Cortland, Illinois: The Small Town That Claims To Be Big

Small towns all over America attempt to find novel ways to market themselves to outsiders. You see these efforts, some of them logical, some boastful, others ridiculous, on signs all over the country. America’s friendliest town! A Great Place to Live! Boyhood Home of Rutherford B. Hayes! Home of the Little League World Series Quarterfinalists, The Screaming Owls!

The most common tactics for small towns are attaching themselves to sports teams or famous people, touting obscure awards or distinctions the town received from organizations no one has ever heard of, or simply making a claim that no one can argue with, i.e., we’re nice. I’ve long been enamored of these claims, but the oddest town boast I’ve ever seen is in the small town of Cortland, Illinois, about 60 miles west of Chicago.

Cortland is a small town with lots of farms and just a few businesses on its main street, including a laundromat, a gas station, an upholstery business, a dollar store and a diner. My wife grew up there and her family still lives in the town. The first time I went to visit them, back in 1998, I was puzzled after coming across a sign, placed on a street with nothing but cornfields advertising the place as “The Third Largest Town in Illinois.”

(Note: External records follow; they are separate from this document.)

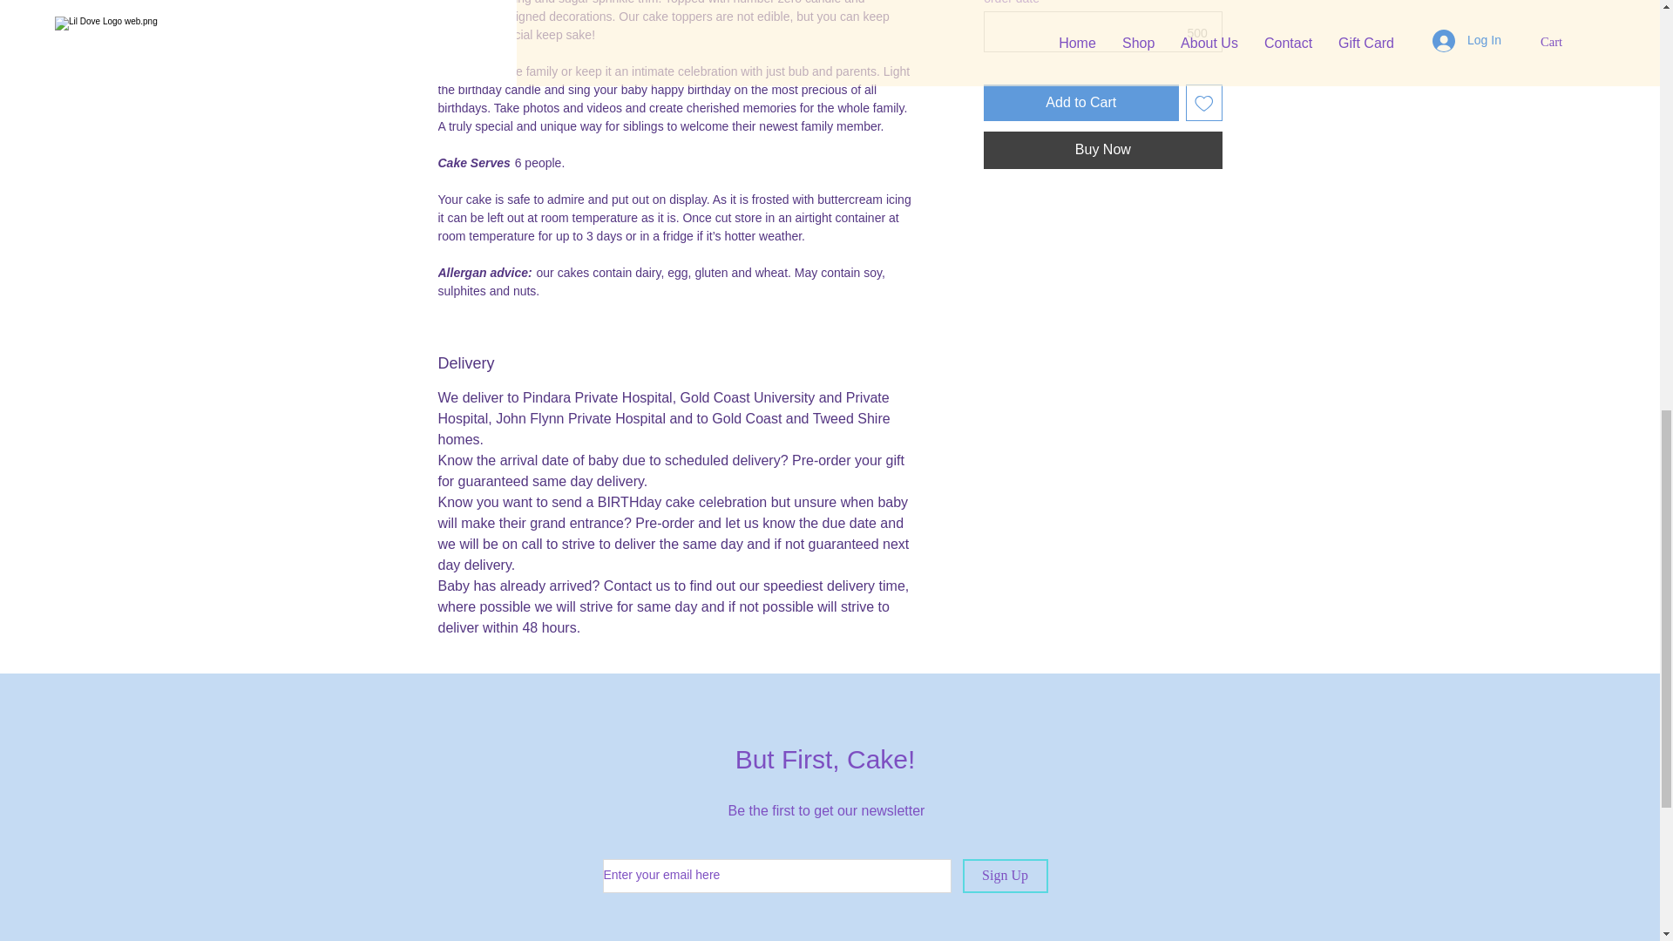 The image size is (1673, 941). Describe the element at coordinates (1101, 150) in the screenshot. I see `Buy Now` at that location.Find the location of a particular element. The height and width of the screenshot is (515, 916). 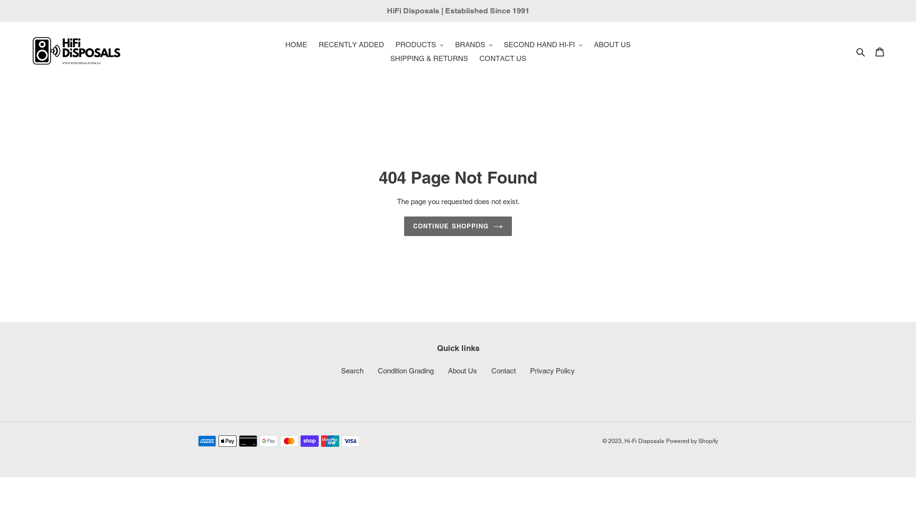

RECENTLY ADDED is located at coordinates (351, 45).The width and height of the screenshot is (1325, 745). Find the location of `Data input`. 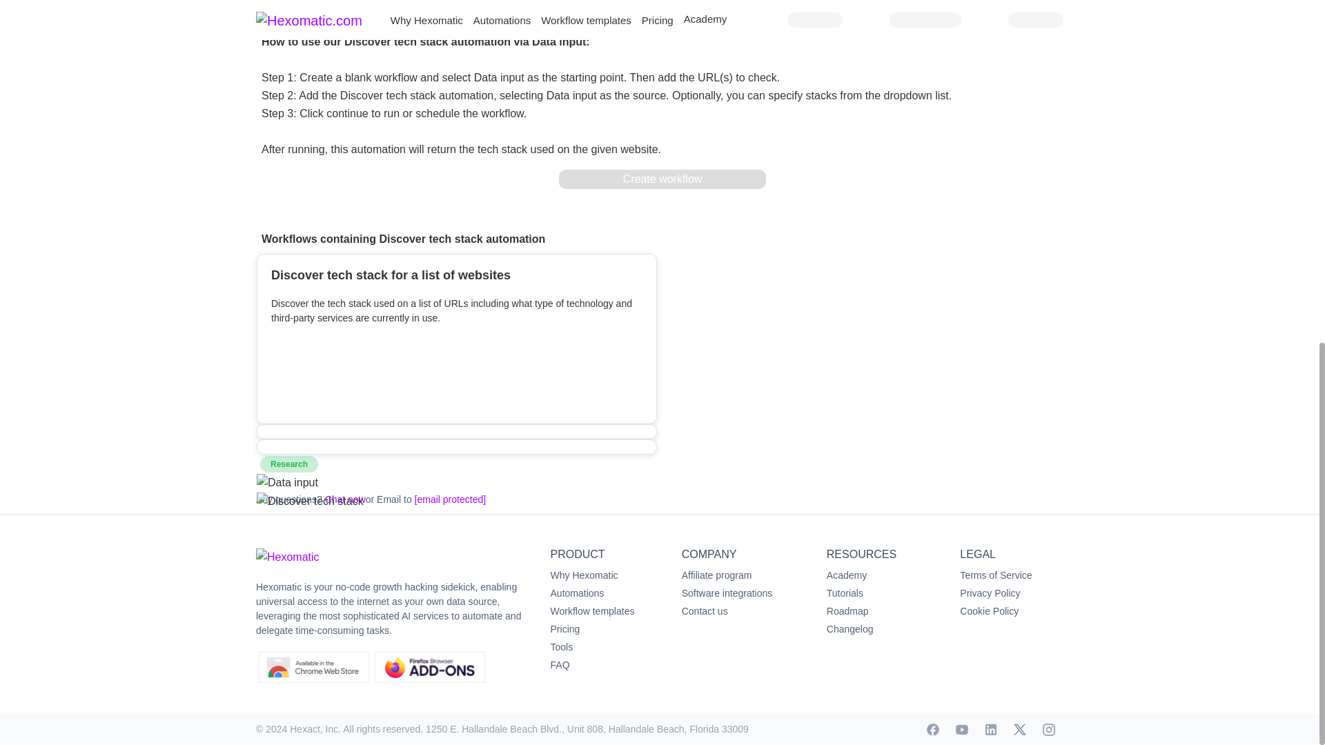

Data input is located at coordinates (457, 482).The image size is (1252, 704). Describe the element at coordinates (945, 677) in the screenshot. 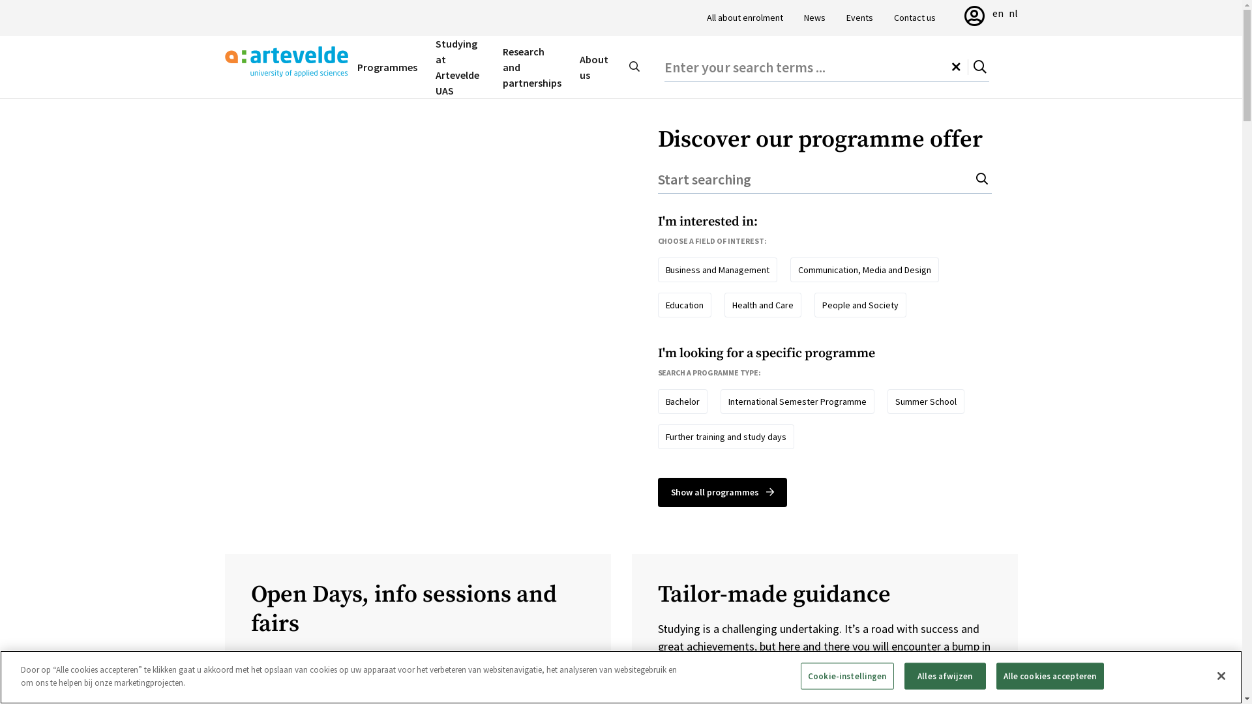

I see `Alles afwijzen` at that location.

At the time, the town’s population was about 1,500 (it has since grown to more than 4,000 thanks to some recently built subdivisions) so I was puzzled. Of all the different ways this small community could market itself, it had decided to say to the world, “We’re big.”

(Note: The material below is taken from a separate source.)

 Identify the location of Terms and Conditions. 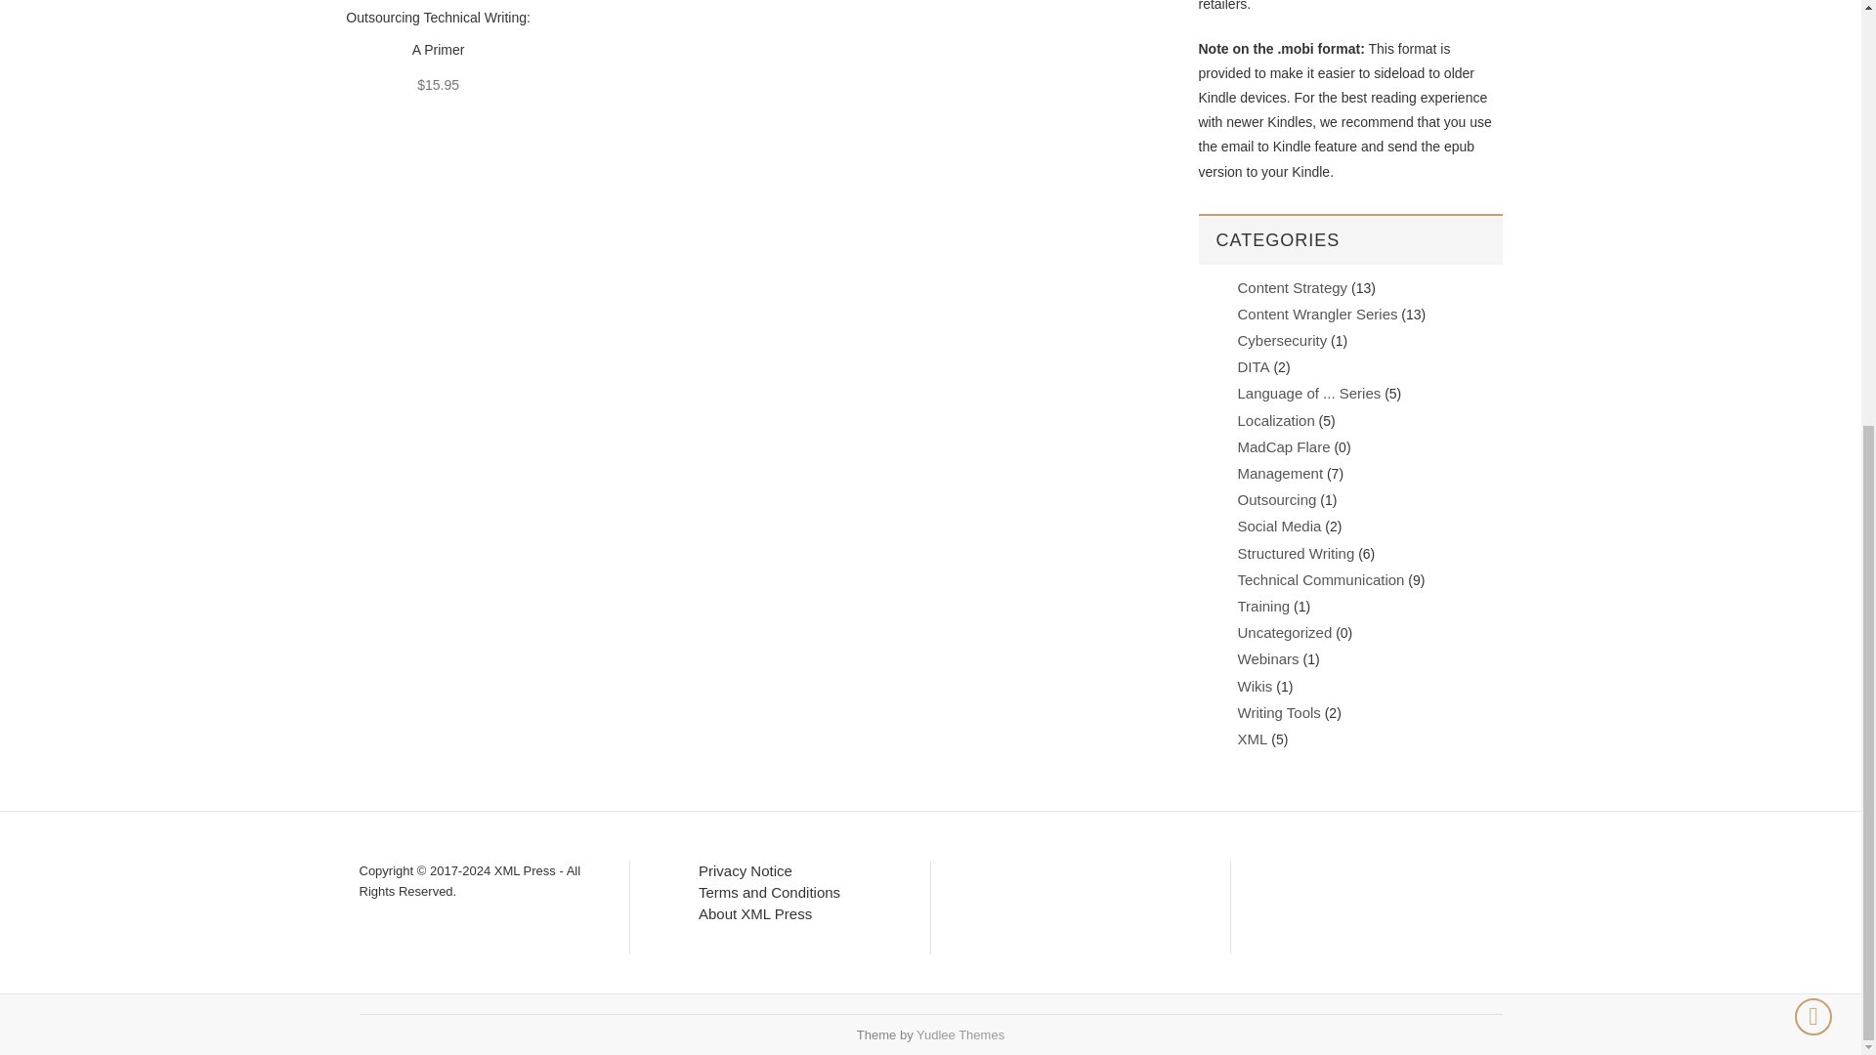
(769, 893).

When I arrived at my wife’s family home, we sat out in her backyard, which at that time featured a pleasing view of nothing but farmland as far as the eye could see.

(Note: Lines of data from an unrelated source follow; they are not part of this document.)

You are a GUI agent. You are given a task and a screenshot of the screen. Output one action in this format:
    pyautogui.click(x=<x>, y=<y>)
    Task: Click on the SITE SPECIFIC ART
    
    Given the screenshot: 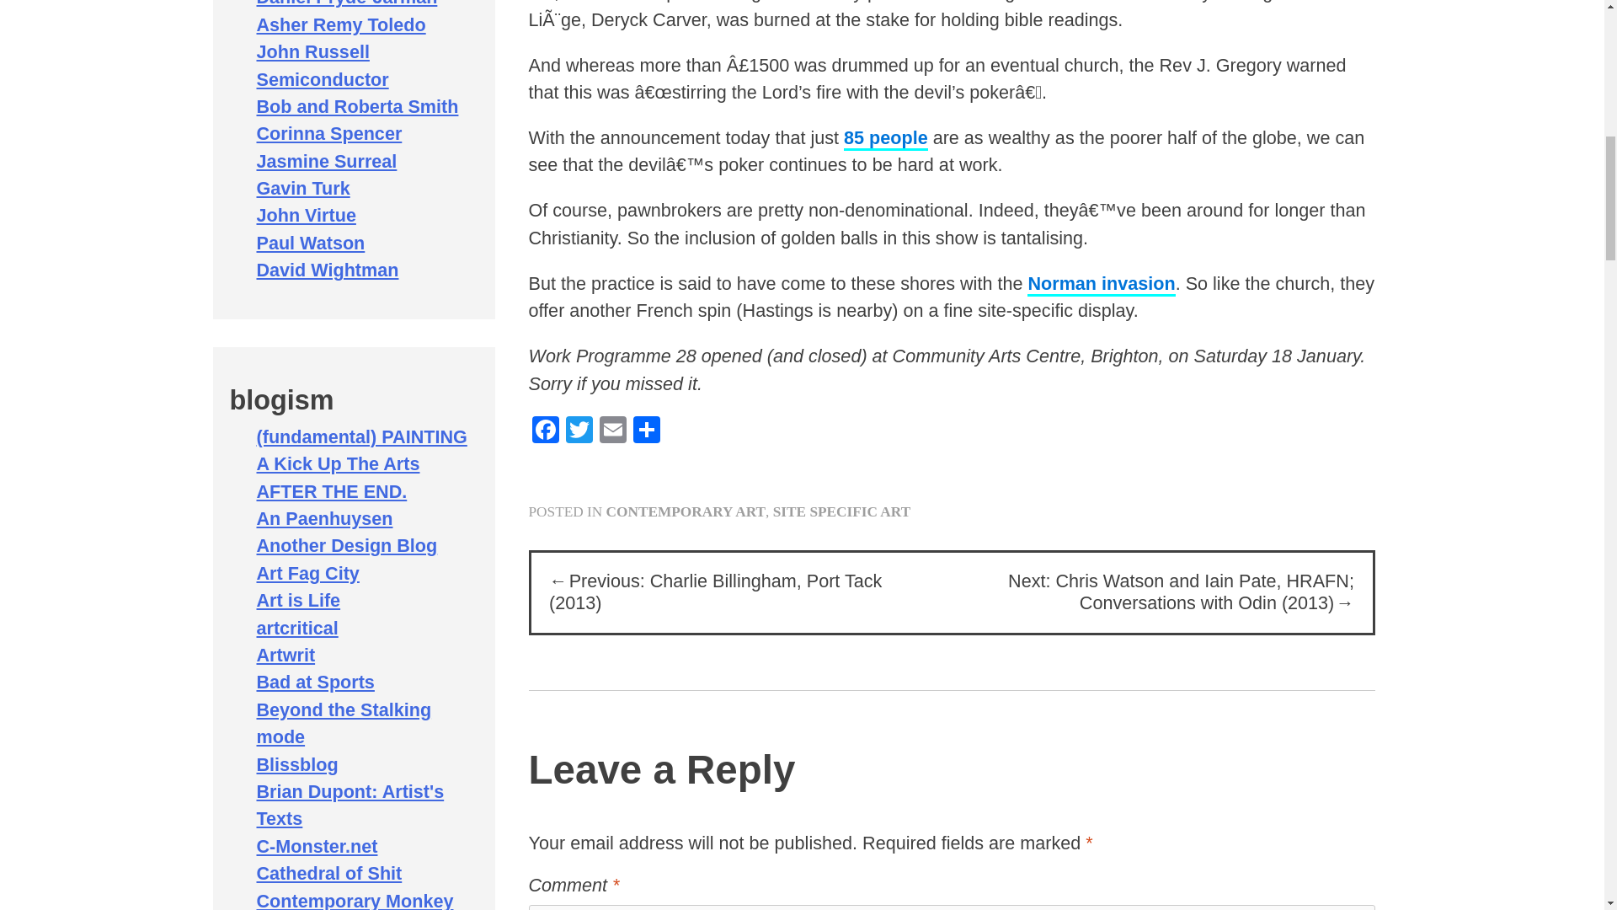 What is the action you would take?
    pyautogui.click(x=841, y=511)
    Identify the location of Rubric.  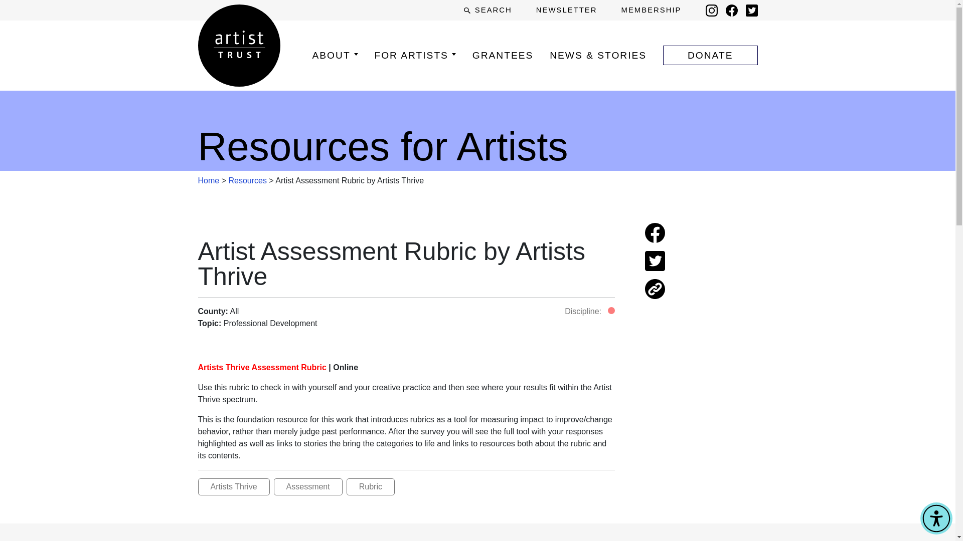
(370, 487).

“So I saw the sign about this being the third largest town,” I said. “How could that be?”

“Well, it’s kind of a technicality,” my wife said, laughing knowingly as she eyed her mom and sister. “There aren’t very many towns in Illinois.”

As it turns out, nearly every community in Illinois is incorporated as either a village or a city so the only incorporated “towns” in the state that are larger than Cortland are Normal and Cicero. The “third largest town” claim to fame is the town’s brand – check out the town website and you’ll see the slogan emblazoned right underneath the town name. So there you have it: Cortland, the small town that claims to be quite large, if only on a technicality.